The Courier & Advertiser (Perth and Perthshire Edition)
Everyone’s valid ... even if they can’t pronounce ‘scone’
The answer is to keep the faith. Engage in the debate. Seek the truth...
The results are in. Everybody may be looking at the US, where history happens, one way or another.
But, as Americans inexplicably agonise over choosing between a man who represents a clear and present danger to world security and a woman who does not, the British people have been casting ballots on an equally-divisive matter.
How do you pronounce “scone”? That’s an important question, and happily it’s one that doesn’t involve a constitutional crisis, crumbling economy or the erosion of fundamental human rights. In times of uncertainty, you can’t go wrong with baked goods.
The answer is, of course, that it rhymes with “gone”, and 51% of people voting in a YouGov poll agree with me.
Sadly, 42% of those who voted think the word rhymes with “bone”, and if Theresa May is throwing undesirables out of the country maybe she’ll start with those dissident fools. Nobody needs them.
Fabulously, the Daily Telegraph reports that 3% of those polled didn’t know how to pronounce the word, and 3% said it in an entirely different, but undisclosed, way. Perhaps they were voting from Perthshire.
I have no idea what happened to the other 1%, who may have been a statistical variance or may have answered “Ukip” out of routine bloody-mindedness.
By this point I just wanted a scone.
Voting’s a funny business. With our Western values, we’ve sought to impose democracy, with mixed results, on societies across the world, assuming that the voice of the people is saying something worth hearing.
What happens when you disagree strongly with the result of an election? Many Scots have known the feeling for generations, but by tomorrow it may happen on a global scale.
The answer is to keep the faith. Engage in the debate. Seek the truth, and spread it. Do the right thing as we see it, and do not quit.
The common factor in all elections is the human element, and we have to believe we are going somewhere worthwhile, together, even if the path is hard. This too shall pass.
Everybody’s opinion is valid, whoever they vote for, and however they say “scone”.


▶ **Exercise**
Every record below needs to be retyped exactly as it appears.
- - - - - - -
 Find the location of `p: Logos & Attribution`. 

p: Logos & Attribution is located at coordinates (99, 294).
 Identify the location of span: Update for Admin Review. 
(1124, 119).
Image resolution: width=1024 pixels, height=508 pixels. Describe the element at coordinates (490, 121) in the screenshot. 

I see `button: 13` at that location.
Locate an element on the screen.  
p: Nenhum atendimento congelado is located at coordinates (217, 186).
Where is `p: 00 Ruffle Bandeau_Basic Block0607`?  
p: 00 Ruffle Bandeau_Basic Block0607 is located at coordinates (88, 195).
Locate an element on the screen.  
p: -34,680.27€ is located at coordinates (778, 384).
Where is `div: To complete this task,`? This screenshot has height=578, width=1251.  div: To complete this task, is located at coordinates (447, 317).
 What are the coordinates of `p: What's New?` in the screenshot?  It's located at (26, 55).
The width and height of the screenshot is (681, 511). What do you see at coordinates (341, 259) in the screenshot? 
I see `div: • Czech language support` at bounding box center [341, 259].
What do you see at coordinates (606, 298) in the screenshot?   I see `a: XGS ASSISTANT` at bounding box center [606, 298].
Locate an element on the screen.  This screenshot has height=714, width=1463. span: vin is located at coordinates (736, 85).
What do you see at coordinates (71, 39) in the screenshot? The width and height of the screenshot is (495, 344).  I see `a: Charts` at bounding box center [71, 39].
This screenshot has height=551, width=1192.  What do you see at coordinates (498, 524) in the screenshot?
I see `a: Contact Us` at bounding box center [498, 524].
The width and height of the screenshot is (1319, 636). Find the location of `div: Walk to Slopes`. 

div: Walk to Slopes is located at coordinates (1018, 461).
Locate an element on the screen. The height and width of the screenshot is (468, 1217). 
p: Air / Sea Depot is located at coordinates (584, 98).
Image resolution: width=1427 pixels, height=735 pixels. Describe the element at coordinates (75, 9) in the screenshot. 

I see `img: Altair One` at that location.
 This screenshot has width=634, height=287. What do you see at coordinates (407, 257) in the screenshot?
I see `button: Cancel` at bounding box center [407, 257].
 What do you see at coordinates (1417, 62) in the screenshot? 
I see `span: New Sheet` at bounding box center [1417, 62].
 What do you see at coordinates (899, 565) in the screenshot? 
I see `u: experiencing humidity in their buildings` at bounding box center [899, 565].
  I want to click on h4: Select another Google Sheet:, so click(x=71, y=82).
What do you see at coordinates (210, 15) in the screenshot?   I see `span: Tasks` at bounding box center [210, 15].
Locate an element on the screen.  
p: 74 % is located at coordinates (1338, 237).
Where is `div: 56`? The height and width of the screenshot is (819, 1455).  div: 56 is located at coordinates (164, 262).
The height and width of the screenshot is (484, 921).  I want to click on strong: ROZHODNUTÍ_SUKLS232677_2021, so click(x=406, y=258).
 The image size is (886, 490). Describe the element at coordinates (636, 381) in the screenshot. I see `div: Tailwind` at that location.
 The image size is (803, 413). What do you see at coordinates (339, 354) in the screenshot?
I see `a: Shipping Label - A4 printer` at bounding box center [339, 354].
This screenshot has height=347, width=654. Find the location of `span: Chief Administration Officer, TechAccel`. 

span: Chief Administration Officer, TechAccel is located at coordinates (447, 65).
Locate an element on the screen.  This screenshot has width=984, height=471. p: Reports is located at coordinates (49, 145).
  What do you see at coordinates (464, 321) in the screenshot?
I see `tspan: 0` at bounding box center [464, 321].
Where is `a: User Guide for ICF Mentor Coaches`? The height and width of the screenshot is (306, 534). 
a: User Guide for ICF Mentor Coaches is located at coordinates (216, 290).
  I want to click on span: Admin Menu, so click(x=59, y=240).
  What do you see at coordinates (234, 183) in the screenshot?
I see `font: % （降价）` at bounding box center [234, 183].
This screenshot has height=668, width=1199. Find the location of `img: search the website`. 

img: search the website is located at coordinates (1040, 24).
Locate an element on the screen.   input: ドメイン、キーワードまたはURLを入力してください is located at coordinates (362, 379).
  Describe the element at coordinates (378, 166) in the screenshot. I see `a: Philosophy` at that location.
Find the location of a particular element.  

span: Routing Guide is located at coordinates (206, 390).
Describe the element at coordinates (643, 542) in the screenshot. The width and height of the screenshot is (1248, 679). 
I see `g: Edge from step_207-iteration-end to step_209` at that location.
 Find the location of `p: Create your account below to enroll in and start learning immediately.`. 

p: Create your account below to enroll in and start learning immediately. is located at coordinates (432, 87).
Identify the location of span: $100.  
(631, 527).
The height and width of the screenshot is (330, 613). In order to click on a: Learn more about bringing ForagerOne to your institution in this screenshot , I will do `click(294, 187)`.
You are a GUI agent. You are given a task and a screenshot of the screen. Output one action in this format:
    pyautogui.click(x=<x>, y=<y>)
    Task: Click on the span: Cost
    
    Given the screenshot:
- - - - - - -
▶ **Task result**
 Find the location of `p: Logos & Attribution`. 

p: Logos & Attribution is located at coordinates (99, 294).
 Identify the location of span: Update for Admin Review. 
(1124, 119).
Image resolution: width=1024 pixels, height=508 pixels. Describe the element at coordinates (490, 121) in the screenshot. 

I see `button: 13` at that location.
Locate an element on the screen.  
p: Nenhum atendimento congelado is located at coordinates (217, 186).
Where is `p: 00 Ruffle Bandeau_Basic Block0607`?  
p: 00 Ruffle Bandeau_Basic Block0607 is located at coordinates (88, 195).
Locate an element on the screen.  
p: -34,680.27€ is located at coordinates (778, 384).
Where is `div: To complete this task,`? This screenshot has height=578, width=1251.  div: To complete this task, is located at coordinates (447, 317).
 What are the coordinates of `p: What's New?` in the screenshot?  It's located at (26, 55).
The width and height of the screenshot is (681, 511). What do you see at coordinates (341, 259) in the screenshot? 
I see `div: • Czech language support` at bounding box center [341, 259].
What do you see at coordinates (606, 298) in the screenshot?   I see `a: XGS ASSISTANT` at bounding box center [606, 298].
Locate an element on the screen.  This screenshot has height=714, width=1463. span: vin is located at coordinates (736, 85).
What do you see at coordinates (71, 39) in the screenshot? The width and height of the screenshot is (495, 344).  I see `a: Charts` at bounding box center [71, 39].
This screenshot has height=551, width=1192.  What do you see at coordinates (498, 524) in the screenshot?
I see `a: Contact Us` at bounding box center [498, 524].
The width and height of the screenshot is (1319, 636). Find the location of `div: Walk to Slopes`. 

div: Walk to Slopes is located at coordinates (1018, 461).
Locate an element on the screen. The height and width of the screenshot is (468, 1217). 
p: Air / Sea Depot is located at coordinates (584, 98).
Image resolution: width=1427 pixels, height=735 pixels. Describe the element at coordinates (75, 9) in the screenshot. 

I see `img: Altair One` at that location.
 This screenshot has width=634, height=287. What do you see at coordinates (407, 257) in the screenshot?
I see `button: Cancel` at bounding box center [407, 257].
 What do you see at coordinates (1417, 62) in the screenshot? 
I see `span: New Sheet` at bounding box center [1417, 62].
 What do you see at coordinates (899, 565) in the screenshot? 
I see `u: experiencing humidity in their buildings` at bounding box center [899, 565].
  I want to click on h4: Select another Google Sheet:, so click(x=71, y=82).
What do you see at coordinates (210, 15) in the screenshot?   I see `span: Tasks` at bounding box center [210, 15].
Locate an element on the screen.  
p: 74 % is located at coordinates (1338, 237).
Where is `div: 56`? The height and width of the screenshot is (819, 1455).  div: 56 is located at coordinates (164, 262).
The height and width of the screenshot is (484, 921).  I want to click on strong: ROZHODNUTÍ_SUKLS232677_2021, so click(x=406, y=258).
 The image size is (886, 490). Describe the element at coordinates (636, 381) in the screenshot. I see `div: Tailwind` at that location.
 The image size is (803, 413). What do you see at coordinates (339, 354) in the screenshot?
I see `a: Shipping Label - A4 printer` at bounding box center [339, 354].
This screenshot has height=347, width=654. Find the location of `span: Chief Administration Officer, TechAccel`. 

span: Chief Administration Officer, TechAccel is located at coordinates (447, 65).
Locate an element on the screen.  This screenshot has width=984, height=471. p: Reports is located at coordinates (49, 145).
  What do you see at coordinates (464, 321) in the screenshot?
I see `tspan: 0` at bounding box center [464, 321].
Where is `a: User Guide for ICF Mentor Coaches`? The height and width of the screenshot is (306, 534). 
a: User Guide for ICF Mentor Coaches is located at coordinates (216, 290).
  I want to click on span: Admin Menu, so click(x=59, y=240).
  What do you see at coordinates (234, 183) in the screenshot?
I see `font: % （降价）` at bounding box center [234, 183].
This screenshot has height=668, width=1199. Find the location of `img: search the website`. 

img: search the website is located at coordinates (1040, 24).
Locate an element on the screen.   input: ドメイン、キーワードまたはURLを入力してください is located at coordinates (362, 379).
  Describe the element at coordinates (378, 166) in the screenshot. I see `a: Philosophy` at that location.
Find the location of a particular element.  

span: Routing Guide is located at coordinates (206, 390).
Describe the element at coordinates (643, 542) in the screenshot. The width and height of the screenshot is (1248, 679). 
I see `g: Edge from step_207-iteration-end to step_209` at that location.
 Find the location of `p: Create your account below to enroll in and start learning immediately.`. 

p: Create your account below to enroll in and start learning immediately. is located at coordinates (432, 87).
Identify the location of span: $100.  
(631, 527).
The height and width of the screenshot is (330, 613). In order to click on a: Learn more about bringing ForagerOne to your institution in this screenshot , I will do `click(294, 187)`.
You are a GUI agent. You are given a task and a screenshot of the screen. Output one action in this format:
    pyautogui.click(x=<x>, y=<y>)
    Task: Click on the span: Cost
    
    Given the screenshot:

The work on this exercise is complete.